As a definition, this does not help matters much, even when illumined by the fact that both Perfectionism and Transcendentalism, as applied to the conduct of life, led up to socialism—the Oneida Community and Brook Farm. The passage just quoted, however, does bear upon the charge of fanaticism already brought by Elizur Wright against Mr. Garrison. No one has accused Dr. Channing of being a fanatic because he gave the initial1 impulse to the Brook Farm experiment. Nobody saw fanaticism in that portion of his letter to the abolitionists in which he said: ‘The liberation of three millions of2 slaves is indeed a noble object; but a greater work is the diffusion of principles by which every yoke is to be broken, every government to be regenerated, and a liberty more precious than civil or political is to be secured to the world.’ This, coming a week after Mr. Garrison's prospectus, sounds like a plagiarism, or, regarded as (what it was meant to be) an exhortation and a rebuke, like a jest.

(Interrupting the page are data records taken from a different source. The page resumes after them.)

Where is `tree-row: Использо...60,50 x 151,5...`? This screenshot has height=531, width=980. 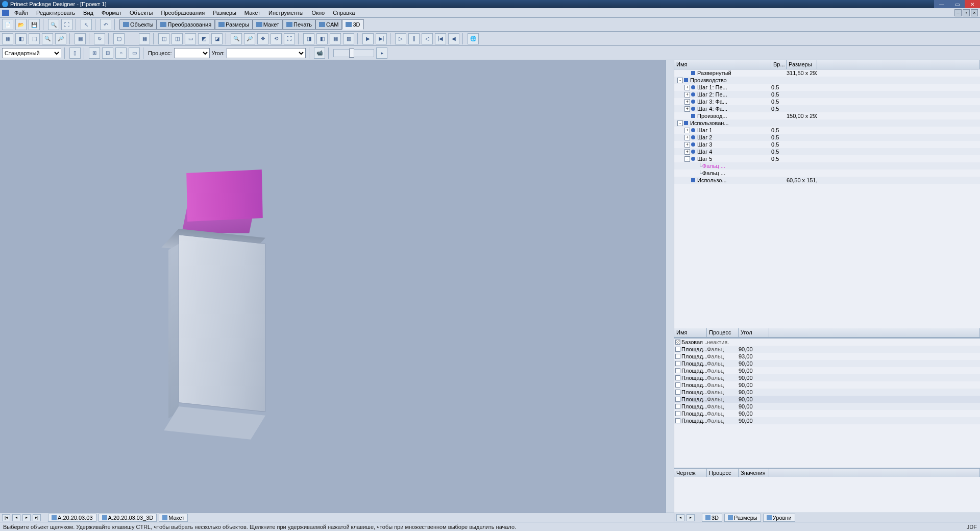
tree-row: Использо...60,50 x 151,5... is located at coordinates (827, 180). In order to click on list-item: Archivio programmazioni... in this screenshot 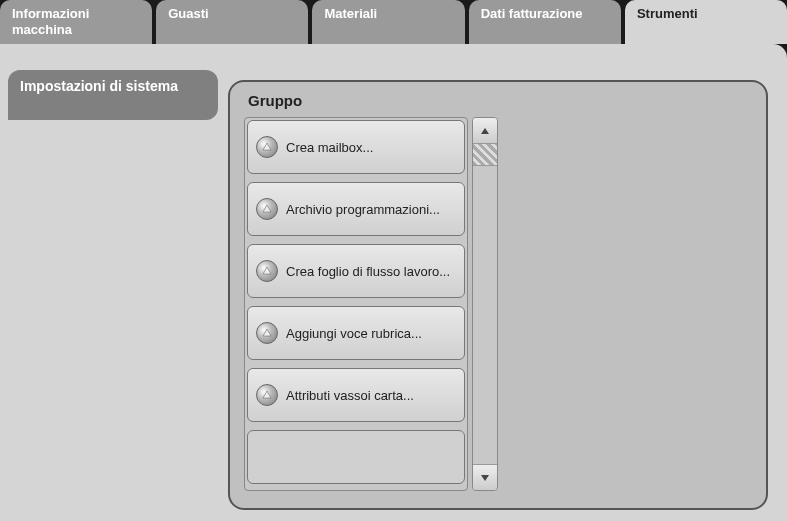, I will do `click(356, 209)`.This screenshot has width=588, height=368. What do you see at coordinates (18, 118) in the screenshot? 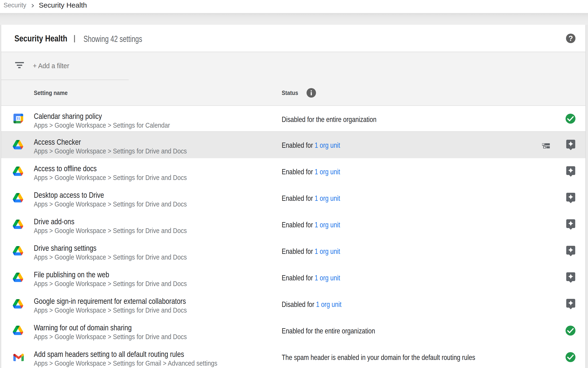
I see `svg-text: 31` at bounding box center [18, 118].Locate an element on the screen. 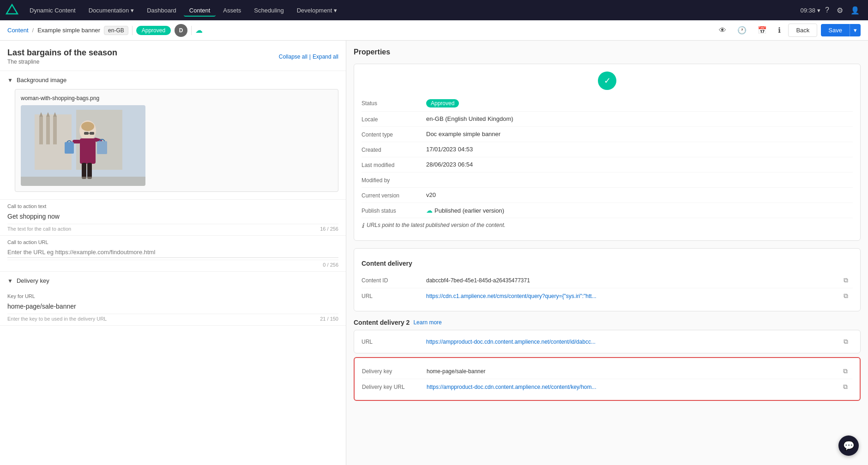 This screenshot has height=465, width=868. chat-icon: 💬 is located at coordinates (849, 446).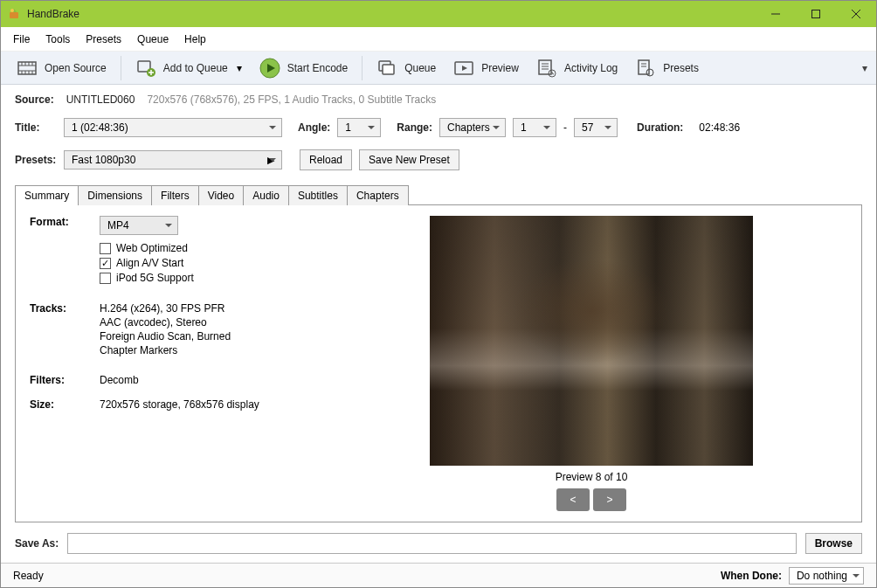  I want to click on activity-log-icon, so click(547, 68). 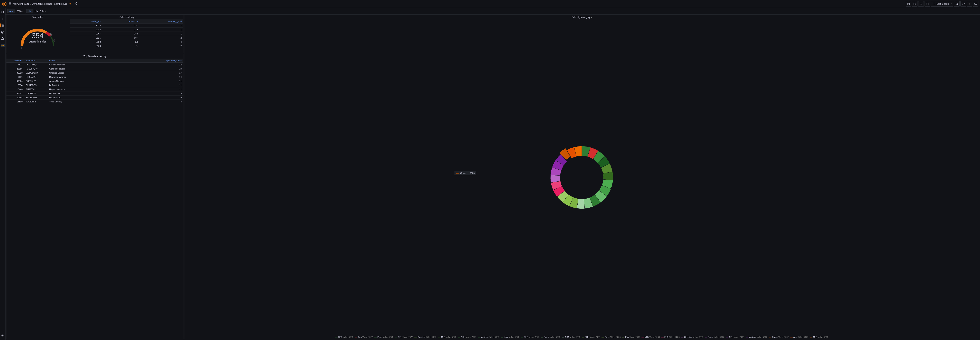 I want to click on variable-city: city High Point ▾, so click(x=37, y=11).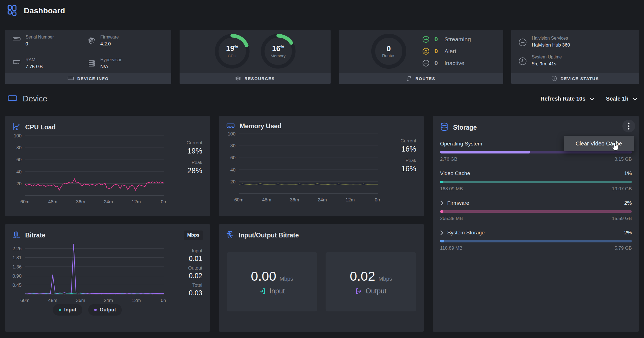 This screenshot has width=644, height=338. I want to click on memory-used-card: Memory Used 1008060402060m48m36m24m12m0m…, so click(321, 166).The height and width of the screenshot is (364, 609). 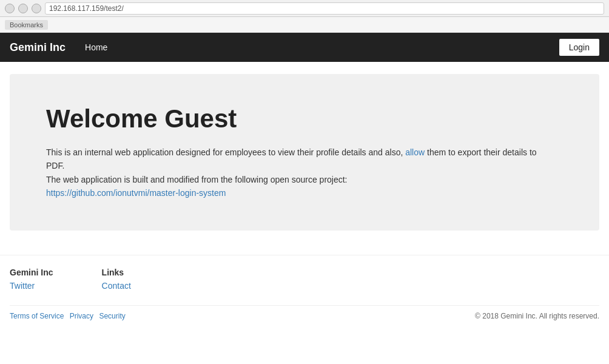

So does the patronizing repetition of the idea a few periods later:

I am not discouraged by the fact that this great truth3 [‘the unutterable worth of every human being’] has been espoused most earnestly by a party which numbers in its ranks few great names. . . . The less prosperous classes furnish the world with its reformers and martyrs. These, however, from imperfect culture, are apt to narrow themselves to one idea,4 to fasten their eyes on a single evil, to lose the balance of their minds, to kindle with a feverish enthusiasm. Let such remember that no man should take on himself the office of a reformer whose zeal in a particular cause is not tempered by extensive sympathies and universal love.5

1 Atlantic Monthly, Oct., 1883, p. 534.

2 Lib. 7.206.

3 Lib. 6.206.

4 At this very moment (Dec. 21, 1837) the Quaker Charles Marriott was writing from Hudson, N. Y., to Mr. Garrison: ‘We are sorry to hear of the indisposition of our dear sisters Grimke at our kind friend Samuel Philbrick's. They have sown much good seed on other subjects besides abolition. The charge that abolitionists are persons of but one idea is pretty well passed off’ (Ms.)

5 Compare Pollen's letter to Channing, Jan. 12, 1837, commending the Grimkes, who ‘devote themselves entirely to the great work of universal emancipation. . . . They are free from the prejudices of those abolitionists who think that the cause can be promoted only in their way; their views of social reform extend far beyond the grossest form of servitude as it exists at the South’ ( “ Life of Chas. Follen,” p. 430).